The Rope Walk by Carrie Brown is this year's All Iowa Reads book. I just read it and have that bittersweet feeling about finishing a book--I could hardly put it down as I was reading, but am sorry to be done because it was such a "serious pleasure" (words from a blurb on the back) to read.

It's a coming-of-age book about a girl in contemporary New England. The story begins on her 10th birthday when she meets two people whose lives become entwined with hers: Theo, an African American boy her age (his mom is white, dad is black), and Kenneth, an ailing artist who came back to the small town.
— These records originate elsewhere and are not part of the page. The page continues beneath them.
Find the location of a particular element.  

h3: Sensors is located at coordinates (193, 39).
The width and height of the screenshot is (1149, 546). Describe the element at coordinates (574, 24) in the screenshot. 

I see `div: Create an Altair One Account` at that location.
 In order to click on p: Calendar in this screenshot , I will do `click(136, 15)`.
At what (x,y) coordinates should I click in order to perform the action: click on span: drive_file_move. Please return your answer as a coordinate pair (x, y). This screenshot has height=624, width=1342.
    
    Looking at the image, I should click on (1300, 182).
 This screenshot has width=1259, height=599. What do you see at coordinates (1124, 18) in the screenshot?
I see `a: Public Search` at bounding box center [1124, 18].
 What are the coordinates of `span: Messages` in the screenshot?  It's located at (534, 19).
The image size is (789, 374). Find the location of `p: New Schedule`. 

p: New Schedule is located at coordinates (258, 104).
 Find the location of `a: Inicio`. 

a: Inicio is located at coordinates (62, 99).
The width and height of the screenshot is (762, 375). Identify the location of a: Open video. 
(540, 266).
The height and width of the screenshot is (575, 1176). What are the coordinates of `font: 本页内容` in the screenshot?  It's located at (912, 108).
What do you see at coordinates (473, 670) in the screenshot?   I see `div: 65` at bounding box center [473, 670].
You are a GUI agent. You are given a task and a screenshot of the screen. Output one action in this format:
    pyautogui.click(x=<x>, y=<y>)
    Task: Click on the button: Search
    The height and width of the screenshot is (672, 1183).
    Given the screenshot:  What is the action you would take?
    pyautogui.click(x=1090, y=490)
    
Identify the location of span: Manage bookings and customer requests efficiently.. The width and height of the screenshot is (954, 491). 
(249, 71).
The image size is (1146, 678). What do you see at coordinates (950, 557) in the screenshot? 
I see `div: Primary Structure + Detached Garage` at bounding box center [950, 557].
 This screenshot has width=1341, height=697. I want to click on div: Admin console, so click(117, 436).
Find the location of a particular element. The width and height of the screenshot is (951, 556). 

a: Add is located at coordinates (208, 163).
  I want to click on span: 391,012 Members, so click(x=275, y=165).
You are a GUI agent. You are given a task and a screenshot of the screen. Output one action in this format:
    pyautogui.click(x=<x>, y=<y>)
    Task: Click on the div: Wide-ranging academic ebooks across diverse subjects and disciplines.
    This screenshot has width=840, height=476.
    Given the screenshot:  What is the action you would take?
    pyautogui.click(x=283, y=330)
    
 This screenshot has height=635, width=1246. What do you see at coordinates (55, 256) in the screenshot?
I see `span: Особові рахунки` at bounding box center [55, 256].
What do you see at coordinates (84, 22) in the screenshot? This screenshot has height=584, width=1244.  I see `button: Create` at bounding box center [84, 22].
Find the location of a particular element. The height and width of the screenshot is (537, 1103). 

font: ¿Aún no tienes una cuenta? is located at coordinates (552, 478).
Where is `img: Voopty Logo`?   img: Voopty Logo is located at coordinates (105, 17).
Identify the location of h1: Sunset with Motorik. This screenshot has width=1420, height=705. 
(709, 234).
The people in the book are richly and complexly drawn--Alice's dad, a college professor and widower who loves his big family; Alice's 5 brothers (some drawn more carefully than others); Elizabeth, the family's housekeeper and Alice's "babysitter." And of course sensitive, artistic Alice; hyper, brainy Theo; and Kenneth who is looking for rest and maybe redeption through the two children.

The writing itself in this book is wonderful--every sentence full of detail beautifully rendered. And the closely-observed details of the summer Alice, Theo, and Kenneth spend together are not random details, but symbolic and meaningful.

Let me know if you decide to read it! I'm wondering if there will be Iowa Reads activities with this book. Our Linn Area Reads activities (linked to Tallgrass by Sandra Dallas, which I reviewed here earlier) are in full swing.